The democrats have not been particularly good at winning the house in the past fourteen elections having won it four times (including once under Clinton and once under Obama) and losing it ten times. So if you mean to say the American voters are dunces or the dems are dunces, you can have it either way.
As Adlai Stevenson said when campaigning against Eisenhower and a supporter yelled, “You have the support of every thinking American”: “Alas, I need a majority to win.”
Here are a few ways of thinking about it
1) A lot of professions (e.g. public service ones) trade lower wages for superior benefits. If you are promising to replace those existing benefits, generally superior to what other people have access to, with medicare, you are effectively reducing those workers’ compensation. That’s a hard ask for public service workers who also happen to constitute a reliable democratic constituency. But obviously it’s a hard ask for other people as well. Health care is not zero-sum, obviously, but there are trade offs when you extend equal benefits to all.
2) Rae made this point already, but there are no guarantees that the government will be good on its word. What happens during the next Republican administration? Private insurance obviously has its flaws but people are familiar with this system and relatively comfortable with it. No one wants to take their chances. I mean the whole point of insurance is so you *aren’t* taking chances.
These are intractable problems that do not admit of solutions, especially complicated “solutions” voted upon by the ill-informed American voter. The idea that the ordinary citizen can somehow divine the proper answer to America’s health care morass is absurd. The National Trumpalist/”conservative” MO is to specify nothing, yap about the “most beautiful” system ever seen and demonize the (overly specific) Dem proposals. Then, after winning the election, do precisely nothing.

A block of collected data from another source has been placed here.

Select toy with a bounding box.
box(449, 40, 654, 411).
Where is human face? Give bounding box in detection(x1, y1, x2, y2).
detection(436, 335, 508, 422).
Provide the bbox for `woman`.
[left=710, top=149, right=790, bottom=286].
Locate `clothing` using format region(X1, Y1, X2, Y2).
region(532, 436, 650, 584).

Perhaps the Dem candidate should just say, “who do you trust to try to do something sensible on this, us or them?” and leave it at that. It works for the Repubs!

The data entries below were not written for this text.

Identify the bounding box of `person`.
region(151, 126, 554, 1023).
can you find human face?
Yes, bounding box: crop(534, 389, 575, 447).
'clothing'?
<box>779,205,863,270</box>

As to the border, it certainly seems that government after government in poorer countries is effectively collapsing, almost certainly because of economic problems arising from (now inexorable) climate change. God knows we surely aren’t helping those flailing governments to do better, because that would involve diplomacy and actual foreign aid, both of which “conservatism” intensely despises. Hell, we are flailing ourselves! Americans (white especially) are apparently of two minds: they give widespread support to the idea of immigration in the abstract, while apparently strongly disliking the Latino immigrants that are presenting themselves. Since those are the immigrants on offer in the 21st Century, we again have an intractable problem. The default position then becomes “we gotta be cruel to be kind!”–i.e. National Trumpalism.

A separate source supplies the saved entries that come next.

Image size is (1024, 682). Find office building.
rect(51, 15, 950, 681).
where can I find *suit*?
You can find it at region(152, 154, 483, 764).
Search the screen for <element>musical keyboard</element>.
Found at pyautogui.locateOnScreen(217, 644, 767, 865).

Given that much of the history of the suburbs is based in white flight, they seem a demographic particularly susceptible to fear-mongering, which is how the disgusting “conservative” movement has won them for decades. I am very suspicious of having them hold the flanks of the anti-Trumpalist position, but given the dearth of other possible allies, they are all we have. Good luck to Dems in the useless corporate media “debate” cattle-calls trying to thread the needle on suburban hopes and fears, while maintaining the enthusiasm of the young/urbanites—perhaps some extensive Rorschach testing can be administered! It’s a shame that suburban fears don’t seem to extend to (actually terrifying) climate change, but in the sprawling lands of the “essential” $80,000 (and 15mpg) Monster Pick-up and Escalade, this is perhaps understandable.